Clive & Vera Ramaciotti Facility for Producing Pharmaceuticals in Plants

The Clive and Vera Ramaciotti Facility for Producing Pharmaceuticals in Plants (CVRF-PPP) is aimed at refining the conditions to produce peptide pharmaceuticals in plants and the scale-up of their production.

The new drugs will be incorporated into novel plant products such as seeds, medicinal teas and foods. It offers the potential to dramatically reduce the cost and increase availability of next-generation medicines. This is particularly attractive to developing countries where drugs for treatment of diseases such as HIV/AIDS are available but prohibitively expensive for most people. It will be possible to make a medicinal tea from modified plant leaves or simply swallow a ‘biopill’ seed from a locally-grown plant.  

One promising application of the technology concerns a peptide extracted from cone snails. It has been shown to be around 100 times more potent than gabapentin, a medication currently used by millions of people to treat pain associated with nerve damage, and is free of the side effects associated with drugs like morphine.

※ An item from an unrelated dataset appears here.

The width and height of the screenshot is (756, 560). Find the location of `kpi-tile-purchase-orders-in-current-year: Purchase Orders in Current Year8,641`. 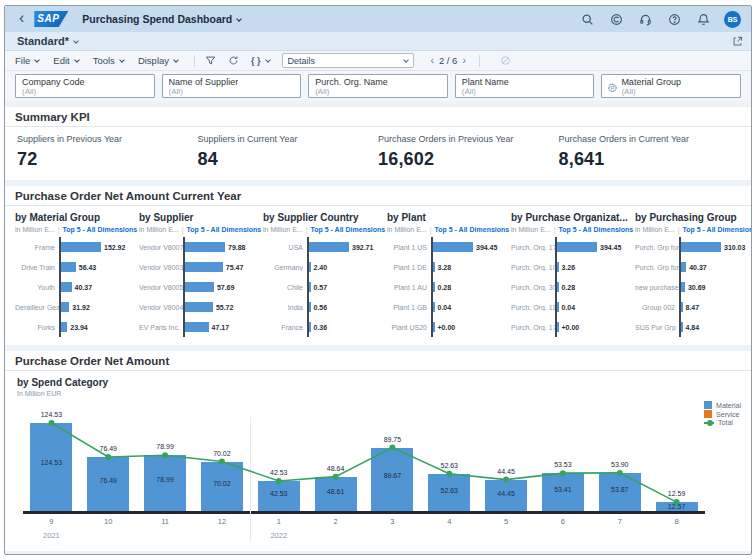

It is expected that plant-produced pharmaceuticals will be approved for widespread use as soon as 2025. The technology could have considerable positive impacts on patients suffering cancer, cardiovascular disease, multiple sclerosis and pain.

The facility’s mass spectrometry equipment and expert staff are available for assistance with plant-based peptide production and general consultation.

Equipment

The core capabilities of the CVRF-PPP center around the cutting edge quantitative capability of the SCIEX QTRAP 6500+ LC-MS/MS instrument with UPLC, capable of achieving ultra-low limits of quantitation below 1 picogram per mL and with linear response spanning 6 orders of magnitude. This capability, in combination with automated sample extraction via a SPEX SamplePrep 2010 Geno/Grinder, supports high-throughput quantitation in biological matrices such as blood plasma and tissues, and high throughput screening of plant matter to support design of gene constructs.

The CVRF-PPP pipeline is also equipped with three controlled-environment spaces for plant cultivation with state of the art lighting that hastens maturation of plant material producing peptides of interest.

The facility was made possible through a generous $1 million Ramaciotti Biomedical Research Award from the Clive and Vera Ramaciotti Foundations and trustee Perpetual, which is shared with Professor Craik’s collaborator, Professor Marilyn Anderson from La Trobe University.